Saturday, May 28, 2011

Japan Updates: May 28, 2011

Let's check in with our latest potentially-catastrohic cataclysm heading towards our next-to-latest catastrophic cataclysm..  Nuclear Hurricane?  If this were a movie, it would be made by and shown on SciFi..  Typhoon Strengthens, May Hit Fukushima Nuke Plant Fucking Really?  (Found it on Rense.)

Fukushima I Nuke Plant: High Concentration of Radioactive Cesium in the Ocean Soil in 300-Kilometer Strip Along the Coast  From Ex-SKF via Rense.  Excerpts:

Radioactive materials in concentration that was up to several hundreds of times the normal level were detected from the soil on the ocean floor in the 300-kilometer strip along the coast from Kesennuma City in Miyagi Prefecture to Choshi City in Chiba Prefecture.

Oh what a surprise. Who could have known?

The Ministry of Education and Science, who did the survey, even goes to contradict the oft-repeated statement by the chief cabinet secretary and says "the marine products may be affected."

Tepco Failed to Disclose Scale of Fukushima Radiation Leaks, Academics Say Bloomberg via Rense.  Excerpts:

As a team from the International Atomic Energy Agency (!!)visits Tokyo Electric Power Co.’s crippled nuclear plant today, academics warn the company has failed to disclose the scale of radiation leaks and faces a “massive problem” with contaminated water.

The utility known as Tepco has been pumping cooling water into the three reactors that melted down after the March 11 earthquake and tsunami.
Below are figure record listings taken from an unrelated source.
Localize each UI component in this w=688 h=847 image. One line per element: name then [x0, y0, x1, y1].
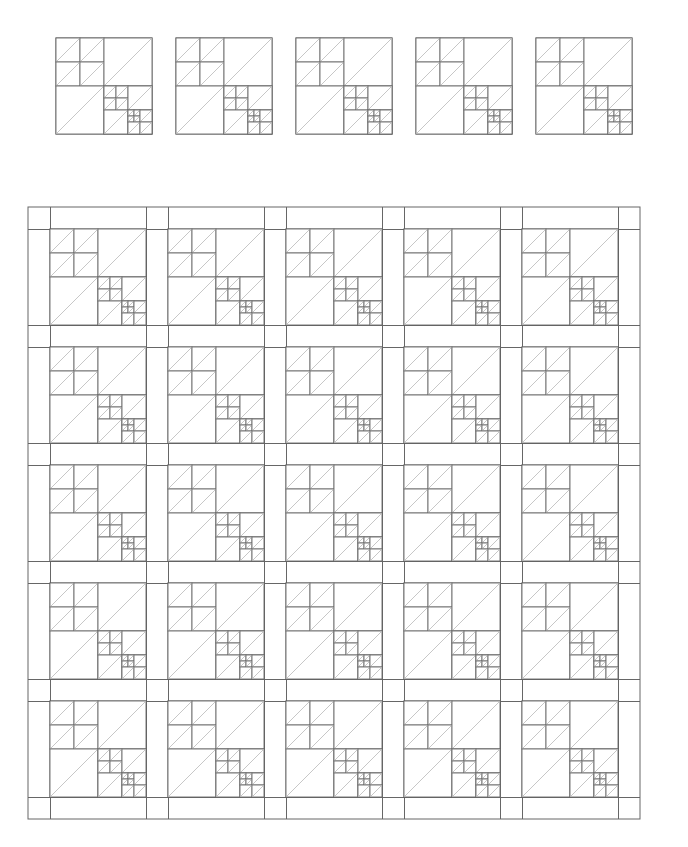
hst-unit: [570, 655, 594, 679]
hst-unit: [606, 667, 618, 679]
hst-unit: [476, 313, 488, 325]
hst-unit: [310, 229, 334, 253]
hst-unit: [606, 537, 618, 549]
quilt-subblock: [122, 773, 146, 797]
hst-unit: [216, 773, 240, 797]
hst-unit: [122, 667, 134, 679]
pinwheel-unit: [334, 513, 358, 537]
hst-unit: [600, 307, 606, 313]
quilt-subblock: [216, 277, 264, 325]
hst-unit: [122, 779, 128, 785]
hst-unit: [476, 631, 500, 655]
hst-unit: [594, 419, 600, 425]
pinwheel-unit: [98, 749, 122, 773]
hst-unit: [452, 749, 464, 761]
hst-unit: [346, 395, 358, 407]
pinwheel-unit: [570, 395, 594, 419]
pinwheel-unit: [240, 655, 252, 667]
hst-unit: [464, 407, 476, 419]
hst-unit: [128, 655, 134, 661]
hst-unit: [216, 643, 228, 655]
hst-unit: [74, 489, 98, 513]
hst-unit: [606, 773, 618, 785]
quilt-block-r5c5: [522, 701, 618, 797]
quilt-subblock: [122, 537, 146, 561]
hst-unit: [246, 661, 252, 667]
hst-unit: [134, 537, 146, 549]
hst-unit: [98, 773, 122, 797]
quilt-block-r2c1: [50, 347, 146, 443]
quilt-subblock: [476, 655, 500, 679]
hst-unit: [428, 253, 452, 277]
hst-unit: [570, 407, 582, 419]
quilt-block: [286, 229, 382, 325]
pinwheel-unit: [98, 277, 122, 301]
hst-unit: [428, 229, 452, 253]
pinwheel-unit: [50, 229, 98, 277]
hst-unit: [246, 419, 252, 425]
hst-unit: [488, 419, 500, 431]
hst-unit: [216, 347, 264, 395]
hst-unit: [50, 631, 98, 679]
hst-unit: [98, 643, 110, 655]
hst-unit: [358, 513, 382, 537]
hst-unit: [310, 465, 334, 489]
hst-unit: [134, 419, 146, 431]
hst-unit: [286, 583, 310, 607]
hst-unit: [128, 661, 134, 667]
hst-unit: [476, 785, 488, 797]
hst-unit: [192, 725, 216, 749]
quilt-subblock: [358, 537, 382, 561]
hst-unit: [240, 537, 246, 543]
hst-unit: [334, 229, 382, 277]
quilt-block: [286, 701, 382, 797]
hst-unit: [364, 419, 370, 425]
hst-unit: [74, 583, 98, 607]
hst-unit: [404, 229, 428, 253]
hst-unit: [476, 537, 482, 543]
quilt-block: [50, 465, 146, 561]
quilt-block-r2c5: [522, 347, 618, 443]
pinwheel-unit: [476, 773, 488, 785]
hst-unit: [404, 465, 428, 489]
hst-unit: [98, 655, 122, 679]
hst-unit: [452, 229, 500, 277]
hst-unit: [546, 347, 570, 371]
hst-unit: [570, 513, 582, 525]
hst-unit: [594, 631, 618, 655]
hst-unit: [110, 407, 122, 419]
hst-unit: [404, 489, 428, 513]
pinwheel-unit: [358, 301, 370, 313]
hst-unit: [252, 313, 264, 325]
hst-unit: [334, 773, 358, 797]
quilt-block: [50, 583, 146, 679]
quilt-block: [522, 347, 618, 443]
hst-unit: [252, 549, 264, 561]
quilt-block-r5c3: [286, 701, 382, 797]
pinwheel-unit: [216, 513, 240, 537]
hst-unit: [74, 347, 98, 371]
hst-unit: [358, 667, 370, 679]
pinwheel-unit: [216, 749, 240, 773]
hst-unit: [98, 289, 110, 301]
hst-unit: [428, 489, 452, 513]
hst-unit: [464, 643, 476, 655]
hst-unit: [168, 277, 216, 325]
hst-unit: [192, 489, 216, 513]
quilt-subblock: [216, 395, 264, 443]
hst-unit: [216, 229, 264, 277]
hst-unit: [582, 643, 594, 655]
hst-unit: [246, 307, 252, 313]
pinwheel-unit: [216, 277, 240, 301]
hst-unit: [110, 749, 122, 761]
hst-unit: [464, 525, 476, 537]
quilt-block-r1c2: [168, 229, 264, 325]
hst-unit: [482, 543, 488, 549]
pinwheel-unit: [570, 631, 594, 655]
hst-unit: [488, 773, 500, 785]
hst-unit: [228, 761, 240, 773]
quilt-subblock: [594, 537, 618, 561]
quilt-block-r4c1: [50, 583, 146, 679]
hst-unit: [358, 785, 370, 797]
hst-unit: [240, 425, 246, 431]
By May 18, almost 100,000 tons of radioactive water had leaked into basements and other areas of the Fukushima Dai-Ichi plant. The volume of radiated water may double by the end of December and will cost 42 billion yen ($518 million) to decontaminate, according to Tepco’s estimates.

Contaminated water is increasing and this is a massive problem,” Tetsuo Iguchi, a specialist in isotope analysis and radiation detection at Nagoya University, said by phone. “They need to find a place to store the contaminated water and they need to guarantee it won’t go into the soil.”
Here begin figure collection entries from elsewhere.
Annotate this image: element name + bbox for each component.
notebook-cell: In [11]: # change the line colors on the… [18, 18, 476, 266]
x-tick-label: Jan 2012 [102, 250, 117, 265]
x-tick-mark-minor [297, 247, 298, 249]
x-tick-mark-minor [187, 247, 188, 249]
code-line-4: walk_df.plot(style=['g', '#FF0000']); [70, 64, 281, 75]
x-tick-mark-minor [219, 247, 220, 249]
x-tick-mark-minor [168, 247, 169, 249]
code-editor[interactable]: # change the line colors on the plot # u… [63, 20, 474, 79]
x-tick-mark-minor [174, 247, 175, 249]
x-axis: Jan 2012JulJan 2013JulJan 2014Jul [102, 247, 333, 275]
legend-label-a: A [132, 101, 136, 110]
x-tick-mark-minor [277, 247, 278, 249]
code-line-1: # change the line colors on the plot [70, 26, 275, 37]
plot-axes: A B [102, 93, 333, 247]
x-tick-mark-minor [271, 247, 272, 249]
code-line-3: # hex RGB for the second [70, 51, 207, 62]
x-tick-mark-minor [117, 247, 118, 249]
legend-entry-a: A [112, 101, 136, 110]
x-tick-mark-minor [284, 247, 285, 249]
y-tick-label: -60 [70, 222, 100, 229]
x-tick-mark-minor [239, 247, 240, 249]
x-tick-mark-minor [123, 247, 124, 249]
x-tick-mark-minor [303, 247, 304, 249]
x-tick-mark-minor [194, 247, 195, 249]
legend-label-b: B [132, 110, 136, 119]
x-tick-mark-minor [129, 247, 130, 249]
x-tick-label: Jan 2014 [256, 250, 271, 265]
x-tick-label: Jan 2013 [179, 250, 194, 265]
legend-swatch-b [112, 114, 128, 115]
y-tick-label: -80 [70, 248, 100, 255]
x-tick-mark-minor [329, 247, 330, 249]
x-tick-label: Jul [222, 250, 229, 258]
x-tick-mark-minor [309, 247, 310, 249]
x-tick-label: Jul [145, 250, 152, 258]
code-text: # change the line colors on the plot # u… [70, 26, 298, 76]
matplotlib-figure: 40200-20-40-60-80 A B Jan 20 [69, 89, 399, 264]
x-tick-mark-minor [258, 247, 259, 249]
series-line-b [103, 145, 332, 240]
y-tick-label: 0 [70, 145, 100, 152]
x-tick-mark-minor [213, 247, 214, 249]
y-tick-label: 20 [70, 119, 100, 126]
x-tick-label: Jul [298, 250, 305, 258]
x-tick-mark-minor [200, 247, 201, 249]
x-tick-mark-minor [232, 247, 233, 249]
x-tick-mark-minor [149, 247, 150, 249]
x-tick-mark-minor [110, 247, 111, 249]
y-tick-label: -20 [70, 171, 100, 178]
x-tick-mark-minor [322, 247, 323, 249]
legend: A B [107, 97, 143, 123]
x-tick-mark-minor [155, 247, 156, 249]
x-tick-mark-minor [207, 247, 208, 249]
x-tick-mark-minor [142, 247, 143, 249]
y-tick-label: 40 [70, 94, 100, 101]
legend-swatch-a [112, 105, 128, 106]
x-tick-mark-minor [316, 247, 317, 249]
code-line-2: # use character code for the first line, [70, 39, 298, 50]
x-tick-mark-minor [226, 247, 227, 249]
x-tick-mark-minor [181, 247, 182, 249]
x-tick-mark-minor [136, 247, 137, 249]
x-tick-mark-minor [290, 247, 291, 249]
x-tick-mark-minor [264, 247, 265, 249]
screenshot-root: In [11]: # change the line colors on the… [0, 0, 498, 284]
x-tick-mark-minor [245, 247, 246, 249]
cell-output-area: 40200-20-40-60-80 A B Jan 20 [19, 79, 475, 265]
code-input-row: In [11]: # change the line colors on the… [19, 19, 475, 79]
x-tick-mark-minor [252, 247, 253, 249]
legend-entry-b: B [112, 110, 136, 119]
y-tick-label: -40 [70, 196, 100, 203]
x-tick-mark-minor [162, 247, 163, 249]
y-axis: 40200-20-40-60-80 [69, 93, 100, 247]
Flip-flopping government shoots self in foot  Asia One

Contradictory statements about emergency efforts to cool the Fukushima No. 1 nuclear power plant's No. 1 reactor have damaged the government's credibility as a source of information, and will do nothing to improve Prime Minister Naoto Kan's standing in the international community.

Last Saturday, the government said the injection of seawater into the No. 1 reactor had been temporarily halted on March 12, but altered its account Thursday after Tokyo Electric Power Co. said the seawater injection had continued uninterrupted.
This reversal follows a correction issued by the government Sunday that amended a quote it had attributed to Haruki Madarame, chairman of the Nuclear Safety Commission.
"We haven't been conscientious about checking where information has come from," Goshi Hosono, an adviser to Kan, said Thursday evening at a press conference held by the Government-TEPCO Integrated Response Office.